Where You'll Find the Cat Box and Kitty Litter on a Golf Course

Photo showing sand bunker, also known as cat box or kitty litter, at Blackwolf Run

Do you know what the golf slang terms "cat box" and "kitty litter" refer to? They are both alternate names for sand bunkers (sand traps) on golf courses.

Of course, these slang terms originate from the resemblance some golfers see between a bunker and the cat litter our feline friends do their business in. (Hopefully, in this anology, your shot out of the bunker doesn't wind being up the equivalent of cat poo.) Many cat owners scoop their litter boxes, and too many recreational golfers "scoop" their shots out of sand.

Related: 34 slang terms golfers have for bunkers and sand

The "cat box" in the photo above shows a Pete Dye-designed bunker at Blackwolf Run in Kohler, Wisconsin.
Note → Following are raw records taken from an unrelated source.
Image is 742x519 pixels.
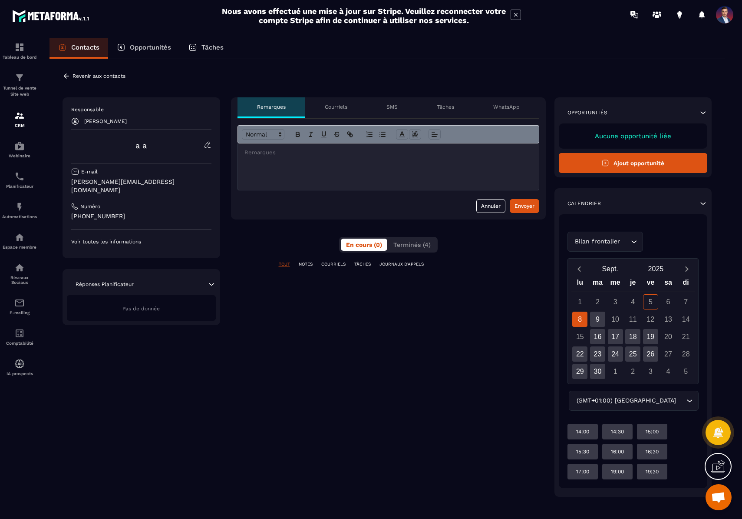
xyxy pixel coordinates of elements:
p: 14:30 [611,428,624,435]
div: 3 [608,294,623,309]
p: [PERSON_NAME][EMAIL_ADDRESS][DOMAIN_NAME] [71,178,212,194]
span: (GMT+01:00) [GEOGRAPHIC_DATA] [575,396,678,405]
a: formationformationCRM [2,104,37,134]
a: formationformationTableau de bord [2,36,37,66]
p: 15:00 [646,428,659,435]
p: Automatisations [2,214,37,219]
p: Tableau de bord [2,55,37,60]
div: me [607,276,625,291]
button: Open months overlay [588,261,633,276]
p: IA prospects [2,371,37,376]
div: 7 [678,294,694,309]
p: [PHONE_NUMBER] [71,212,212,220]
p: JOURNAUX D'APPELS [380,261,424,267]
button: Envoyer [510,199,539,213]
p: 16:00 [611,448,624,455]
a: emailemailE-mailing [2,291,37,321]
div: 1 [608,364,623,379]
div: 1 [572,294,588,309]
div: 20 [661,329,676,344]
div: 17 [608,329,623,344]
div: 2 [590,294,605,309]
p: WhatsApp [493,103,520,110]
div: 24 [608,346,623,361]
img: social-network [14,262,25,273]
img: automations [14,232,25,242]
a: schedulerschedulerPlanificateur [2,165,37,195]
div: 4 [661,364,676,379]
p: E-mailing [2,310,37,315]
div: 26 [643,346,658,361]
div: 14 [678,311,694,327]
input: Search for option [622,237,629,246]
div: Search for option [569,390,699,410]
p: Webinaire [2,153,37,158]
img: accountant [14,328,25,338]
div: 6 [661,294,676,309]
div: 10 [608,311,623,327]
a: Tâches [180,38,232,59]
div: 21 [678,329,694,344]
div: 12 [643,311,658,327]
img: automations [14,202,25,212]
p: E-mail [81,168,98,175]
p: SMS [387,103,398,110]
p: Numéro [80,203,100,210]
span: En cours (0) [346,241,382,248]
a: Opportunités [108,38,180,59]
button: Open years overlay [633,261,679,276]
p: [PERSON_NAME] [84,118,127,124]
button: Terminés (4) [388,238,436,251]
div: 23 [590,346,605,361]
div: 8 [572,311,588,327]
div: 15 [572,329,588,344]
div: 13 [661,311,676,327]
p: TOUT [279,261,290,267]
div: 16 [590,329,605,344]
img: automations [14,141,25,151]
div: Search for option [568,231,643,251]
a: automationsautomationsWebinaire [2,134,37,165]
span: Pas de donnée [122,305,160,311]
p: 15:30 [576,448,589,455]
p: Revenir aux contacts [73,73,126,79]
button: Annuler [476,199,506,213]
p: TÂCHES [354,261,371,267]
a: automationsautomationsAutomatisations [2,195,37,225]
p: Responsable [71,106,212,113]
p: Aucune opportunité liée [568,132,699,140]
p: Comptabilité [2,341,37,345]
div: 27 [661,346,676,361]
p: 17:00 [576,468,589,475]
p: Remarques [257,103,286,110]
p: CRM [2,123,37,128]
p: 19:00 [611,468,624,475]
p: Courriels [325,103,347,110]
img: logo [12,8,90,23]
img: scheduler [14,171,25,182]
input: Search for option [678,396,684,405]
img: automations [14,358,25,369]
div: 30 [590,364,605,379]
img: formation [14,110,25,121]
div: lu [572,276,589,291]
a: accountantaccountantComptabilité [2,321,37,352]
div: 11 [625,311,641,327]
div: 19 [643,329,658,344]
div: 2 [625,364,641,379]
p: Calendrier [568,200,601,207]
img: formation [14,73,25,83]
a: Ouvrir le chat [706,484,732,510]
div: ma [589,276,607,291]
a: Contacts [50,38,108,59]
div: ve [642,276,660,291]
button: Next month [679,263,695,274]
p: Planificateur [2,184,37,188]
div: 3 [643,364,658,379]
p: Espace membre [2,245,37,249]
p: Tâches [202,43,224,51]
div: 22 [572,346,588,361]
button: En cours (0) [341,238,387,251]
div: 25 [625,346,641,361]
div: di [677,276,695,291]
The terms "cat box" and "kitty litter" do not imply anything about the quality of a bunker's design or the qualities of the sand within it. They are simply slang synonyms.
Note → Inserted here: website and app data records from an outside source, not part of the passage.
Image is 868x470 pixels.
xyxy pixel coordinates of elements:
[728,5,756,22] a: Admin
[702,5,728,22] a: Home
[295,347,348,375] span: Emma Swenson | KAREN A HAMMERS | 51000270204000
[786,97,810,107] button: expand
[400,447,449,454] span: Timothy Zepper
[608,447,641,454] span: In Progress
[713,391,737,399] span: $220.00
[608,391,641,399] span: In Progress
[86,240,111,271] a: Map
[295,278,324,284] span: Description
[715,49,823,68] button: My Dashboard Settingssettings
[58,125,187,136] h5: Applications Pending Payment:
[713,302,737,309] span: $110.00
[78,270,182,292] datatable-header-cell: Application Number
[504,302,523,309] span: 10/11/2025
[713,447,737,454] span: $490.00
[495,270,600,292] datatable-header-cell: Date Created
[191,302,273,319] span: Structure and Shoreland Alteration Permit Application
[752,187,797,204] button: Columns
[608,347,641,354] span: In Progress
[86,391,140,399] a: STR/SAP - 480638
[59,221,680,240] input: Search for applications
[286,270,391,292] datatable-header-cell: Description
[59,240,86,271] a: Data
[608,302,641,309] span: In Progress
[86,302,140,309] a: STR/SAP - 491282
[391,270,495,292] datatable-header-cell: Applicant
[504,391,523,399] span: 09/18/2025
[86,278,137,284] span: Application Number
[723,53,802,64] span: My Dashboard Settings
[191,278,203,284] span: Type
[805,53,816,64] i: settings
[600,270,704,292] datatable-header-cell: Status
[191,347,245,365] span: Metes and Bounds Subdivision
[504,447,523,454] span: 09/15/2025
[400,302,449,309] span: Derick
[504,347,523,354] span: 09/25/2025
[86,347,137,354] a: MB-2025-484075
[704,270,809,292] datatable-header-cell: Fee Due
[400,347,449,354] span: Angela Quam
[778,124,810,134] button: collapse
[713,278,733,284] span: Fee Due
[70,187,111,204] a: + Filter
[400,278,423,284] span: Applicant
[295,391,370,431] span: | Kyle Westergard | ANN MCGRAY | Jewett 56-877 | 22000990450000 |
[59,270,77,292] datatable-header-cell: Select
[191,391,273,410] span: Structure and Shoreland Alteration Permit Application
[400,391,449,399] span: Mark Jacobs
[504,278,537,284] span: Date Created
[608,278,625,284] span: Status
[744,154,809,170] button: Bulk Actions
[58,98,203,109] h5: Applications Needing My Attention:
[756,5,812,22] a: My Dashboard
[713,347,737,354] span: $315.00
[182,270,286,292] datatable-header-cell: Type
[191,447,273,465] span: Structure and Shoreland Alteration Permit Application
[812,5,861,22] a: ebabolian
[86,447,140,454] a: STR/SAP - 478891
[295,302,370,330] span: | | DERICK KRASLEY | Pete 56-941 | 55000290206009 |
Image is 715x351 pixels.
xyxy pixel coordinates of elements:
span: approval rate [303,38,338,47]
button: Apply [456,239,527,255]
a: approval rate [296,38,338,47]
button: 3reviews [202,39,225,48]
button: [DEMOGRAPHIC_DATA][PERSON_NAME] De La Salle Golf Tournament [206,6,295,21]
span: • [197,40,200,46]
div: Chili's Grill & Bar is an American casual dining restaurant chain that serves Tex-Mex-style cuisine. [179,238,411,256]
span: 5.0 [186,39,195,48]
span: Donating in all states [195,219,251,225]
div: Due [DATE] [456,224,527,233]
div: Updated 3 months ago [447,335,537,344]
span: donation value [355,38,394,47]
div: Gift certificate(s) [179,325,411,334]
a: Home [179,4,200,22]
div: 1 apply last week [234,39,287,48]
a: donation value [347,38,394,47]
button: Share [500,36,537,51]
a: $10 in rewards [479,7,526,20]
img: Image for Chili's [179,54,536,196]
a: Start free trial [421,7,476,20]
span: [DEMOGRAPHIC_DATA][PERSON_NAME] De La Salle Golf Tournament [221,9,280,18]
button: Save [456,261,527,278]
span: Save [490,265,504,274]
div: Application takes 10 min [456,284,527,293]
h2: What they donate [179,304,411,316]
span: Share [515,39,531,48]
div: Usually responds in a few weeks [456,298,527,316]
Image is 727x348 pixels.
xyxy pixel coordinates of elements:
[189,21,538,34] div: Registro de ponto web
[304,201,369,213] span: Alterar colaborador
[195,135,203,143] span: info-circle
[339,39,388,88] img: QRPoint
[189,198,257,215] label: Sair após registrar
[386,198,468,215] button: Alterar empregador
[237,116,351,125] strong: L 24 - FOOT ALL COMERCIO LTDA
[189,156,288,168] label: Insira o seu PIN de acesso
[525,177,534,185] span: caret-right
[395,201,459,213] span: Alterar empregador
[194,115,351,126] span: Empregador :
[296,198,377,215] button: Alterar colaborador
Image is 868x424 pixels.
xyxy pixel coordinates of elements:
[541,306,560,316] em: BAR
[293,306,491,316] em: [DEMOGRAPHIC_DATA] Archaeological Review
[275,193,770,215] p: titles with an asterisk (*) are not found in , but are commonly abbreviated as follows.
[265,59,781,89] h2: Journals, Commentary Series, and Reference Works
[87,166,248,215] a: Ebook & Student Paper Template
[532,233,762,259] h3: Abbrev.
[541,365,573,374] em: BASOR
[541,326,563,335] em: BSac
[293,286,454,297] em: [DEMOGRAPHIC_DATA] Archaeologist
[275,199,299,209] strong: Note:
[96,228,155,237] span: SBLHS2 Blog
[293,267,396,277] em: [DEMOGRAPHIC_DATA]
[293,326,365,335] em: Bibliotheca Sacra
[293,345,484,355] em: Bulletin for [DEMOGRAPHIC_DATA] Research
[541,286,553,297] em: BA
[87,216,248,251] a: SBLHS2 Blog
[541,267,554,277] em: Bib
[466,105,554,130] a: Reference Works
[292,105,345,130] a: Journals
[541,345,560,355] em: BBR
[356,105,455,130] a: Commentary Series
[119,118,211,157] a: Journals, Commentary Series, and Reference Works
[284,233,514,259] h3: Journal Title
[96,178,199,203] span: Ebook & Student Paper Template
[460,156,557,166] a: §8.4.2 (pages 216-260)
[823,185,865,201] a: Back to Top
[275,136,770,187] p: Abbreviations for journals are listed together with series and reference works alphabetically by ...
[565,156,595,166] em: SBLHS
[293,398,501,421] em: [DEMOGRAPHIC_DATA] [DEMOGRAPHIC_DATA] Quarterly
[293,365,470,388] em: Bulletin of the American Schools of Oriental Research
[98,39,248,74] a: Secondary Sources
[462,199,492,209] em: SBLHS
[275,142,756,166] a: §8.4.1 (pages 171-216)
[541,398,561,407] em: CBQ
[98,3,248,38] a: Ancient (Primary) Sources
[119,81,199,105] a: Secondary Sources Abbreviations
The earliest appearances in newspapers that we've seen for either term are in the early 1970s. But if the terms were making it into newspapers then, they were definitely being used on golf courses much earlier. Actual, real kitty litter, however, was only invented in 1947, so that's as far back as it's possible for "kitty litter" to go as a golf term. "Cat box" predates "kitty litter" in its non-golf usage, so probably also predates it as golf lingo.

One golfer, after hitting into a bunker, might bemoan to another, "Dang it, in the cat box again." And the reply might be something like, "The kitty litter seems to be calling your ball today."
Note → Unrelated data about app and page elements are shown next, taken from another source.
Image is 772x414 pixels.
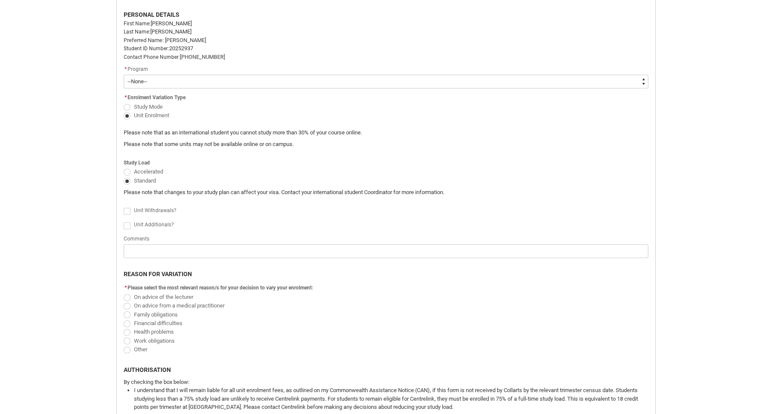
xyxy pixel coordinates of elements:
span: Last Name: [124,29,150,35]
span: Health problems [134,329,174,335]
span: Other [134,346,147,353]
span: Family obligations [134,311,178,318]
b: AUTHORISATION [124,366,171,373]
span: Comments [124,236,149,242]
span: Program [128,66,148,72]
p: [PERSON_NAME] [124,19,648,28]
li: I understand that I will remain liable for all unit enrolment fees, as outlined on my Commonwealt... [134,386,648,411]
span: Study Load [124,160,150,166]
strong: PERSONAL DETAILS [124,11,179,18]
abbr: required [125,66,127,72]
span: Unit Enrolment [134,112,169,119]
abbr: required [125,285,127,291]
abbr: required [125,94,127,100]
p: Please note that as an international student you cannot study more than 30% of your course online. [124,128,515,137]
span: Preferred Name: [PERSON_NAME] [124,37,206,43]
span: Contact Phone Number: [124,54,180,60]
span: On advice from a medical practitioner [134,302,225,309]
p: Please note that changes to your study plan can affect your visa. Contact your international stud... [124,188,648,197]
span: Accelerated [134,168,163,175]
p: By checking the box below: [124,378,648,386]
p: 20252937 [124,44,648,53]
span: Student ID Number: [124,46,169,52]
span: Standard [134,177,156,184]
b: REASON FOR VARIATION [124,271,192,277]
span: Study Mode [134,103,163,110]
span: Unit Withdrawals? [134,207,176,213]
span: Unit Additionals? [134,222,174,228]
span: Enrolment Variation Type [128,94,186,100]
span: Please select the most relevant reason/s for your decision to vary your enrolment: [128,285,313,291]
p: Please note that some units may not be available online or on campus. [124,140,515,149]
span: Financial difficulties [134,320,183,326]
span: [PHONE_NUMBER] [180,54,225,60]
span: First Name: [124,21,151,27]
span: Work obligations [134,338,175,344]
p: [PERSON_NAME] [124,27,648,36]
span: On advice of the lecturer [134,294,193,300]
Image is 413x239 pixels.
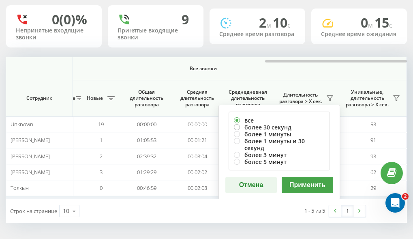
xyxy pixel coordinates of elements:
[234,151,325,158] label: более 3 минут
[172,116,222,132] td: 00:00:00
[127,89,166,108] span: Общая длительность разговора
[370,168,376,175] span: 62
[11,152,50,160] span: [PERSON_NAME]
[321,31,397,38] div: Среднее время ожидания
[234,158,325,165] label: более 5 минут
[402,193,409,199] span: 2
[385,193,405,212] iframe: Intercom live chat
[11,168,50,175] span: [PERSON_NAME]
[389,21,392,30] span: c
[370,184,376,191] span: 29
[100,136,103,143] span: 1
[172,180,222,196] td: 00:02:08
[100,152,103,160] span: 2
[370,152,376,160] span: 93
[16,27,92,41] div: Непринятые входящие звонки
[234,117,325,124] label: все
[63,207,69,215] div: 10
[273,14,291,31] span: 10
[304,206,325,214] div: 1 - 5 из 5
[121,148,172,164] td: 02:39:32
[370,120,376,128] span: 53
[172,164,222,180] td: 00:02:02
[287,21,291,30] span: c
[11,120,33,128] span: Unknown
[182,12,189,27] div: 9
[259,14,273,31] span: 2
[374,14,392,31] span: 15
[100,184,103,191] span: 0
[361,14,374,31] span: 0
[13,95,66,101] span: Сотрудник
[172,148,222,164] td: 00:03:04
[121,180,172,196] td: 00:46:59
[100,168,103,175] span: 3
[98,120,104,128] span: 19
[10,207,57,214] span: Строк на странице
[370,136,376,143] span: 91
[282,177,333,193] button: Применить
[44,95,73,101] span: Уникальные
[121,116,172,132] td: 00:00:00
[121,164,172,180] td: 01:29:29
[234,137,325,151] label: более 1 минуты и 30 секунд
[24,65,383,72] span: Все звонки
[118,27,194,41] div: Принятые входящие звонки
[225,177,277,193] button: Отмена
[85,95,105,101] span: Новые
[229,89,267,108] span: Среднедневная длительность разговора
[11,184,29,191] span: Толкын
[341,205,353,216] a: 1
[178,89,216,108] span: Средняя длительность разговора
[234,124,325,130] label: более 30 секунд
[344,89,390,108] span: Уникальные, длительность разговора > Х сек.
[368,21,374,30] span: м
[219,31,295,38] div: Среднее время разговора
[121,132,172,148] td: 01:05:53
[266,21,273,30] span: м
[11,136,50,143] span: [PERSON_NAME]
[52,12,87,27] div: 0 (0)%
[277,92,324,104] span: Длительность разговора > Х сек.
[234,130,325,137] label: более 1 минуты
[172,132,222,148] td: 00:01:21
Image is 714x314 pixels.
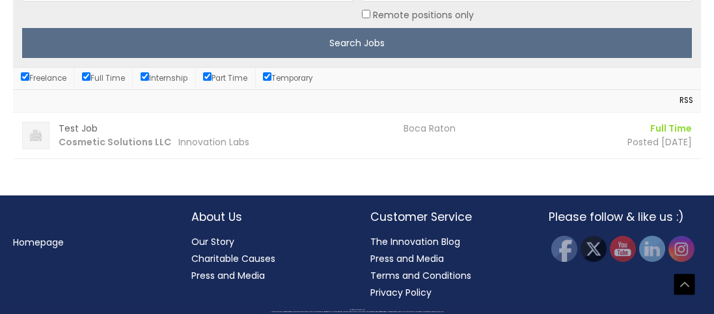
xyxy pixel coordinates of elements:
nav: About Us [191,233,344,284]
a: The Innovation Blog [370,235,460,248]
a: Homepage [13,236,64,249]
a: Privacy Policy [370,286,432,299]
label: Freelance [21,73,66,83]
a: Our Story [191,235,234,248]
h3: Test Job [59,122,395,135]
a: RSS [673,94,693,108]
nav: Menu [13,234,165,251]
label: Temporary [263,73,313,83]
label: Part Time [203,73,247,83]
img: Twitter [581,236,607,262]
span: Cosmetic Solutions [357,309,365,310]
label: Internship [141,73,187,83]
label: Remote positions only [373,7,474,23]
h2: Customer Service [370,208,523,225]
a: Charitable Causes [191,252,275,265]
div: All material on this Website, including design, text, images, logos and sounds, are owned by Cosm... [23,311,691,312]
a: Test Job Cosmetic Solutions LLC Innovation Labs Boca Raton Full Time Posted [DATE] [13,113,701,158]
input: Search Jobs [22,28,692,58]
img: Cosmetic Solutions LLC [22,122,49,149]
img: Facebook [551,236,577,262]
h2: Please follow & like us :) [549,208,701,225]
a: Press and Media [191,269,265,282]
div: Boca Raton [395,122,560,135]
input: Full Time [82,72,90,81]
input: Internship [141,72,149,81]
nav: Customer Service [370,233,523,301]
a: Press and Media [370,252,444,265]
li: Full Time [569,122,692,135]
span: Innovation Labs [178,135,249,148]
input: Temporary [263,72,271,81]
a: Terms and Conditions [370,269,471,282]
input: Location [362,10,370,18]
strong: Cosmetic Solutions LLC [59,135,171,148]
label: Full Time [82,73,125,83]
time: Posted [DATE] [628,135,692,148]
h2: About Us [191,208,344,225]
div: Copyright © 2025 [23,309,691,311]
input: Part Time [203,72,212,81]
input: Freelance [21,72,29,81]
Photo credit: "Golf Bunker" by danperry.com is licensed under CC BY 2.0 .

More golf slang:

Sources:
Brown, Hal. "Sports Signals," The Lincoln (Neb.) Star, August 23, 1972.
Cornell, Si. "Corkage fee," The Cincinnati (Ohio) Post, May 30, 1972.
Pedroli, Hubert, and Tiegreen, Mary. Let the Big Dog Eat! (affiliate link), William Morrow Publisher, 2000.